As empires weaken or collapse, they either start wars to preserve themselves—or provoke wars through the chaos of their absence. The greater the empire’s role in shaping global or regional order, the more damaging its decline is likely to be—both for itself and for others.
Despite being on the frontlines of global strategic fault lines—wedged between a rising China, a declining Japan, a volatile North Korea, and an unpredictable U.S.—South Korean business schools have not moved to embrace geopolitics as a serious academic specialization within their institutions.
I’m reading acacdemic papers written about Korea from the 1950s. You can tell these papers would have been shared among colleagues, perhaps even discussed in closed-door seminars or cited in speeches. These academic papers mattered.
Read about Korea policy for more than ten minutes and you’re head explodes in a cloud of tedious talking points, over-technical documents, and dense strategy papers that have not changed for 30 years.

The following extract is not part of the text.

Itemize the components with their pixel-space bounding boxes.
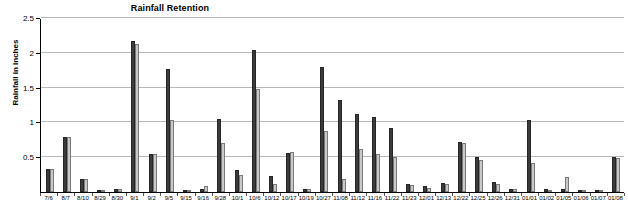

If the goal is to craft better policy, then traditional methods are no longer enough. It is time to embrace a sharper tool: speculative fiction.
Every funded op-ed adds more distrust to the world of misinformation, disinformation, and post-truth society where scholars are less respected and repeated talking points more effective.
For years, critics have lamented the decline of the humanities, particularly within the framework of the corporate university.
In the peculiar realm of the North Korea Watcher, a curious phenomenon unfolds: a seemingly insatiable desire among watchers, commentators, and analysts to remind us, repeatedly, of their former positions in government, think tanks, and academia. It's as if proximity to power—even when that power produced failure—is a badge of honor. This ostentatious display of credentials is not just unseemly; it’s counterproductive, undermining the credibility of the very insights they purport to offer.
In the world of the North Korea Watcher, there is an abundance of variety. One particularly interesting group is the insight peddler - the consultancy services that seek to sell their wares. Of these, there are five broad groups who, just like itinerant peddlers of old, can be categorized according to the wares they’re selling - in this case, the level of analysis undertaken.
The impeachment of Yoon brought out a new academic phenomenon - the scholarly live report as academics compete with random commentators, acerbic trolls, and journalists for likes and reposts in a race to the bottom.
South Korea comes across as the darling of non-Korean academics. From scholarly articles to international conferences, South Korea’s political and diplomatic maneuvers are showered with glowing accolades. It’s as if every foreign academic is competing in an unspoken game of - Who can praise Seoul the most?